The software giant will pay $196 a share - a premium of almost 50% to Friday's closing share price.
The deal will help Microsoft boost sales of its business and email software.
Microsoft said that LinkedIn would retain its "distinct brand, culture and independence".
Ben Wood, head of research at CCS Insight, said the deal would give Microsoft access to the world's biggest professional social network with more than 430 million members worldwide.
"That's a valuable asset that can be deeply integrated with a number of Microsoft assets such as Office 365, Exchange and Outlook. That said, Microsoft has stated that the company will continue to operate as an independent business, so we'll have to see how deeply the integration occurs," Mr Wood said.
Analysis: Rory Cellan-Jones, technology correspondent
Ever had one of those annoying LinkedIn emails inviting you to "endorse" a contact for some skill or another? Perhaps LinkedIn chief executive Jeff Weiner and its founder Reid Hoffman deserve to be endorsed for salesmanship after today's deal.
After a tricky period in which the shares have fallen amid widening losses, they have persuaded Microsoft to make its biggest deal. The software giant is paying a 50% premium on Friday's closing share price to buy LinkedIn, a price which amounts to $250 (£170) for every active user. To put that into context, that's about the market value of Sky, or eight times as much as Daily Mail owner DMGT - and they are both profitable.
But this deal is about more than money: it is meant as a powerful signal of where Satya Nadella is now taking Microsoft. He sees its future as a cloud computing business providing all sorts of professional services to clients - including a social network to connect them to each other.
"We are trying to ride the wave of the new technologies," Mr Nadella told me from Seattle. "It's about AI, it's about mobile, it's about cloud and we're trying to bring those things together."
However, the deal to buy Nokia's mobile phones division had a similar logic - and the entire value of that purchase was written off just a year later. So Microsoft's investors may look at that $26bn price tag nervously, while anyone with a few LinkedIn shares may be using the network to send a message of congratulations to their board.
Microsoft chief executive Satya Nadella said he had long admired LinkedIn: "I have been thinking about this for a long time."
The deal was "key to our bold ambition to reinvent productivity and business processes", he added.

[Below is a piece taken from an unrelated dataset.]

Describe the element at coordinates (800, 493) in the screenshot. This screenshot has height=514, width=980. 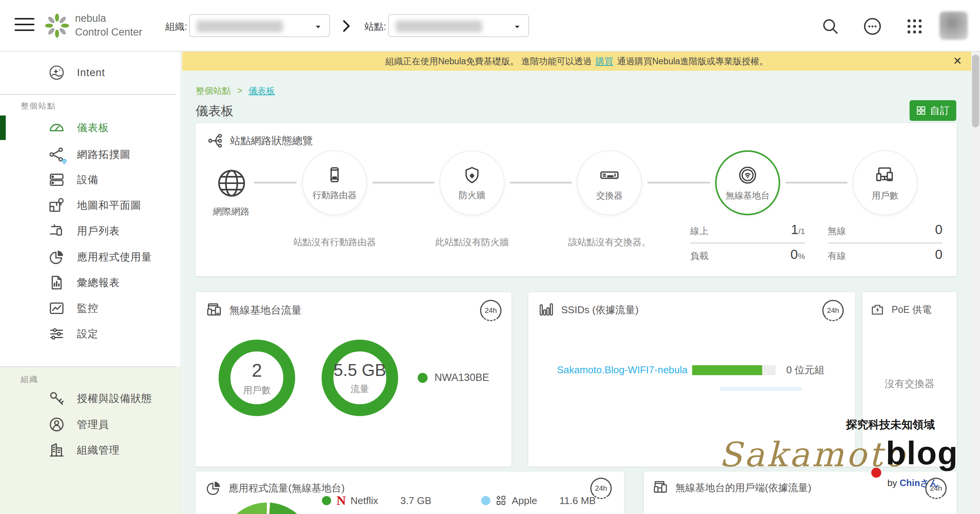
I see `card-ap-clients: 無線基地台的用戶端(依據流量) 24h` at that location.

The company planned a different approach to integrating LinkedIn to preserve its culture and brand, Mr Nadella said: "That's what's going to be very very different about this."
Microsoft had a long record of successfully integrating acquisitions, he explained, citing Minecraft - the video game whose maker it bought in 2014 for $2.5bn - as well as its very first purchase: the presentation software PowerPoint for $14m in 1987.

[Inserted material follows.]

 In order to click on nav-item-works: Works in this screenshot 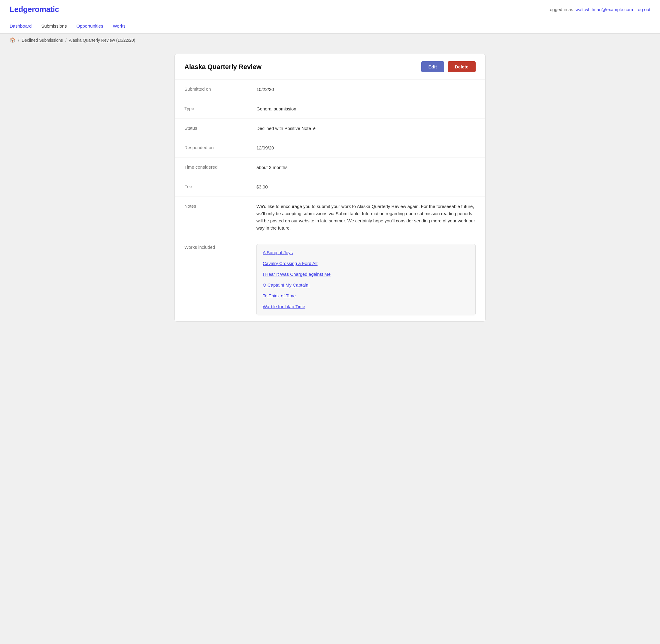, I will do `click(119, 26)`.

LinkedIn shares soared 47%, or $61.50, to $192.60 in New York following the announcement of the deal.
Shares in the company, which floated in May 2011, have fallen by more than 40% this year.
The stock plunged by a quarter in February after the company issued a profit warning for the first quarter and reported an annual loss of $166m.

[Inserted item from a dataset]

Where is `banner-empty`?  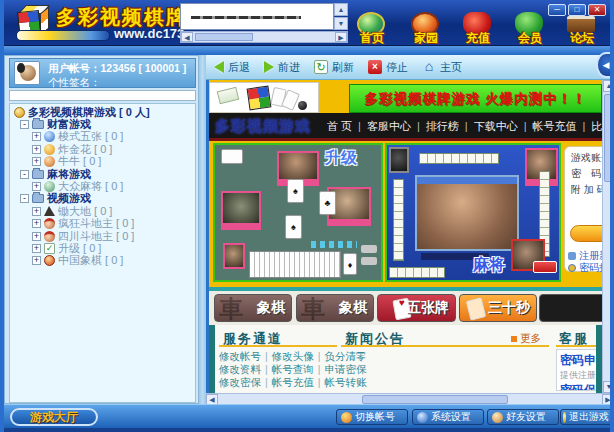
banner-empty is located at coordinates (570, 308).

Ivan Feinseth, analyst at Tigress Financial Partners, said that LinkedIn was a great business "even though the company stubbed their toe back in February. It's a premium company and it deserves a premium valuation."
Shares in Microsoft fell 2.6% to $50.16, bringing the decline this year to almost 10%.
'Incredible opportunity'
Jeff Weiner will remain chief executive, reporting to Mr Nadella. He and Reid Hoffman - the chairman, co-founder and controlling shareholder of LinkedIn - both backed the deal.
"Today is a re-founding moment for LinkedIn," said Mr Hoffman. "I see incredible opportunity for our members and customers and look forward to supporting this new and combined business."
LinkedIn has been trying to expand by offering users more messaging options, mobile apps and a revamped "newsfeed" to help boost engagement.
Last year, the site pledged to send less frequent and "more relevant" messages after numerous user complaints.
The takeover is by far the biggest acquisition made by Microsoft, which paid $8.5bn for Skype in 2011 and bought Nokia's mobile phone business for $7.2bn in 2013.
The LinkedIn acquisition also eclipses the $19bn that Facebook paid for WhatsApp in 2014.
Despite having a cash pile of about $92bn, Microsoft said it would pay for LinkedIn mostly by issuing new debt.
It expects the deal, which must be approved by regulators in the US, EU, Canada and Brazil, to generate annual savings of $150m by 2018.